Focus habits that actually stick

1) The one-tab rule
During doc sprints, keep only your editor and the generated docs open. If you need an EIP or a whitepaper, paste the quote into a scratchpad and close the tab right after.

2) 25–5 cadence
Work in 25 minute blocks, 5 minute breaks. In the break, do not touch code or docs. Stand up, refill water, then sit down and restart the timer. This keeps quality stable for longer sessions.

3) Write the failure first
When documenting a function, start with how it fails. Most misunderstandings come from preconditions and revert paths. NatSpec it early, code it next.

4) Name the audience
Begin each doc pass by writing a one-line audience note above your draft: “This page is for reviewers,” or “This page is for integrators.” Write to that reader and cut anything they do not need.

5) Ban vague verbs
Replace “handles,” “manages,” “processes” with concrete results like “mints,” “burns,” “transfers,” “slashes,” “settles.” Vague verbs hide risk.

6) Show one example
For tricky flows, add a single numbered example. Keep it short.

Example settlement
1. Seller calls commit() and escrows 1,000 USDC
2. Buyer calls settle() before expiry with proof X
3. Contract transfers USDC to buyer and emits Settled(id)

7) End with a diff
Before you push, run a final diff and read only the changed comments and the generated HTML. You will catch tense shifts, mismatched names, and small contradictions.

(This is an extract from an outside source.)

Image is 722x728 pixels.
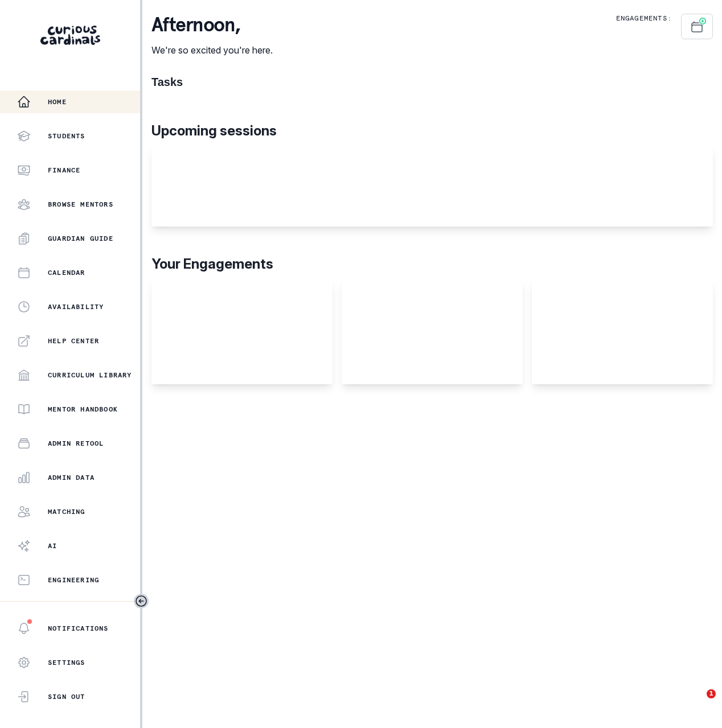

Micro-templates you can paste into any repo

Contract overview

/**
 * @title <ContractName>
 * @notice <One clear sentence of purpose>
 * @dev Key invariants:
 *  - <Invariant 1>
 *  - <Invariant 2>
 * Permissions:
 *  - <Role> can <action>
 *  - <Role> can <action>
 */

Function checklist

  • What does it return and why does that matter
  • Preconditions that cause a revert
  • Postconditions that are always true
  • Events emitted and their meaning
  • External effects, tokens moved, storage written

Edge-case note

/**
 * @notice Edge cases
 * - Fails when <condition> because <reason>
 * - Rounding may favor <party> by at most <delta>
 * - Reentrancy guard blocks nested calls to <fn>
 */

Common pitfalls to avoid

  • Commenting what the code already says. Use NatSpec to say what the code cannot show, like intent and risk boundaries.
  • Mixing API docs and architecture notes on the same page. Keep a high-level page for the system, then API pages per contract.
  • Leaving roles implicit. Always write who can call what and why.
  • Shipping docs that do not match the current ABI. Regenerate whenever the interface changes.

A 60 minute doc sprint you can run today

  • Minute 0–5: choose three targets
  • Minute 5–25: write NatSpec for target one
  • Minute 25–30: break
  • Minute 30–50: write NatSpec for target two and three
  • Minute 50–55: generate docs and read like a stranger
  • Minute 55–60: open the PR

Keep the loop small, keep the habits light, and let the tools do the heavy lifting. ETHDOC makes it straightforward to turn clear NatSpec into readable pages, so your job is to protect focus and write what future readers need to know.